To save time, Kaluza and the day toolpusher, Wyman Wheeler, decided the negative test would be done in lockstep with the other
chores that remained before hauling the riser and BOP back up on deck and leaving Macondo behind. In one drill string’s trip down the well—important because just getting everything down there took hours—they would do the negative test, replace the mud remaining in the riser by seawater, then install the top cement plug regulations required before temporary abandonment.

Wyman, forty, lived in Monterey, a tiny Louisiana town with no stoplights, no pizza delivery, one school that ran all the way from pre-K through twelfth grade, but more than half a dozen churches. Wyman and his wife Rebecca’s eight- and ten-year-olds attended the town school, as had Wyman a quarter century earlier. Instead of going on to college he went right to work, ending up in the oil fields, and rising to toolpusher on the Horizon.

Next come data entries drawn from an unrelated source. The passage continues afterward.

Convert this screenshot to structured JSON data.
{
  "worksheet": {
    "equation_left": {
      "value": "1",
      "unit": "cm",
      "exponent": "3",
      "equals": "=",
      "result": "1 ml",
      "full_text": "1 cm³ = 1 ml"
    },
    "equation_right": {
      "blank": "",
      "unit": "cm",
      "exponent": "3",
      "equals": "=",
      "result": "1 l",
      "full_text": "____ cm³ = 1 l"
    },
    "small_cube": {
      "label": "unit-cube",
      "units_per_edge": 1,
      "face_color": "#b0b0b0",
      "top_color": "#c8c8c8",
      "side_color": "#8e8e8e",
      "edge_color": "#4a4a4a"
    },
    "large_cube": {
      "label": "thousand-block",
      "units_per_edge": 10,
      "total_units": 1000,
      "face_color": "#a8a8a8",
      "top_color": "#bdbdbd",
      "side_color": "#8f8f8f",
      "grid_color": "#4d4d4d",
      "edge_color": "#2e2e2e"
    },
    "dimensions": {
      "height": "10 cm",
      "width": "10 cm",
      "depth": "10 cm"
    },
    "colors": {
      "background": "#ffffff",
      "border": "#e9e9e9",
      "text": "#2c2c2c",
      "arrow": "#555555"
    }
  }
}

Wyman was thoughtful and cautious in his approach. He appreciated the complexity of testing in a well where the only information on what was happening thousands of feet down a black hole had to be deduced from meters, dials, and gauges on the rig.

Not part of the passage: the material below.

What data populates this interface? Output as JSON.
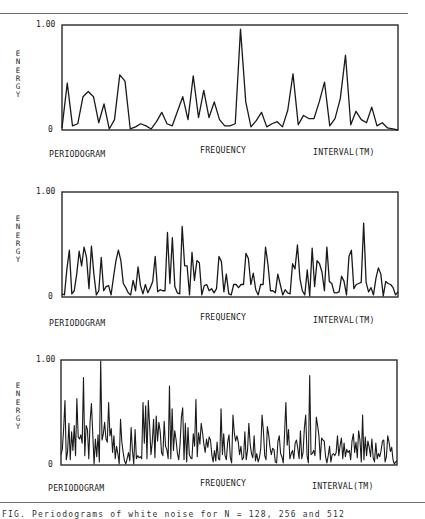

To begin the test, the crew lowered the stinger tube into the well to the 3,300-foot depth where they intended to set the top cement plug. The stinger would start spraying spacer, the thick fluid used to prevent the mud from mixing with the seawater that was to follow. As it sprayed into the well, the mud below it compressed, having nowhere to go, and forced the spacer to make a U-turn and head back toward the surface.

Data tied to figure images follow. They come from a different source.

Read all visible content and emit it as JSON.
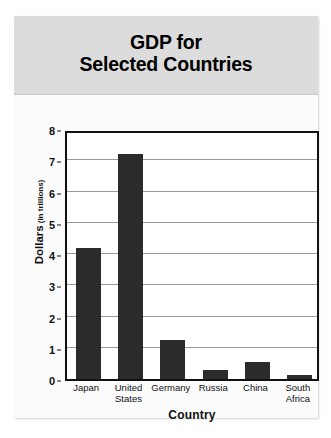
{
  "chart_data": {
    "type": "bar",
    "title": "GDP for Selected Countries",
    "title_line1": "GDP for",
    "title_line2": "Selected Countries",
    "xlabel": "Country",
    "ylabel": "Dollars",
    "ylabel_sub": "(in trillions)",
    "ylabel_full": "Dollars (in trillions)",
    "categories": [
      "Japan",
      "United States",
      "Germany",
      "Russia",
      "China",
      "South Africa"
    ],
    "category_lines": [
      [
        "Japan"
      ],
      [
        "United",
        "States"
      ],
      [
        "Germany"
      ],
      [
        "Russia"
      ],
      [
        "China"
      ],
      [
        "South",
        "Africa"
      ]
    ],
    "values": [
      4.2,
      7.2,
      1.25,
      0.3,
      0.55,
      0.12
    ],
    "ylim": [
      0,
      8
    ],
    "ytick_labels": [
      "0",
      "1",
      "2",
      "3",
      "4",
      "5",
      "6",
      "7",
      "8"
    ],
    "ytick_values": [
      0,
      1,
      2,
      3,
      4,
      5,
      6,
      7,
      8
    ],
    "grid": true,
    "legend": "none",
    "bar_color": "#2b2b2b",
    "plot_background": "#ffffff",
    "title_band_color": "#dcdcdc",
    "figure_background": "#f2f2f2",
    "axis_color": "#111111",
    "gridline_color": "#9a9a9a"
  }
}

The spacer was gray, dense, and sticky. And there was a lot of it.

It was actually leftovers from the long war against the crumbling walls of the well: two 200-barrel batches of different types of “lost circulation material,” known, like everything else in the industry, by an acronym. LCM was the thick and pulpy patching material they’d needed from the start in Macondo. When they had finally stopped the bleeding at the bottom of the hole a few days
earlier, these two batches—charmingly trade-named Form-A-Set and Form-A-Squeeze—were all that was left.

Leo Lindner, the Horizon’s drilling fluids specialist, had been told by the BP company man to mix the two together for use as a spacer for the negative test. He’d never seen LCM used that way, and it was more than they needed, about twice as much. But Lindner could understand why BP wanted to use it. Any LCM left over would have to be shipped back to shore. With the workboat filling up on all the displaced mud, another service boat would have to come out to haul it away—more time and money. On the other hand, if it went into the well as spacer, when it came out, federal regulations said it could simply be dumped overboard.

But Lindner was still unsure about mixing Form-A-Set and Form-A-Squeeze together. Monday night, he poured a gallon of one into a gallon of the other to see if anything strange happened. Nothing really did. So the next day, the 454 barrels of the Set-Squeeze mix was fed into the stinger. As planned, the spacer U-turned and went back up the well, pushing the regular mud ahead of it, out the top of the riser, into the mud pits, from where it was eventually offloaded in a thick hose to the 260-foot-long workboat, the
Damon B. Bankston
, which had tied up to the side of the rig that morning.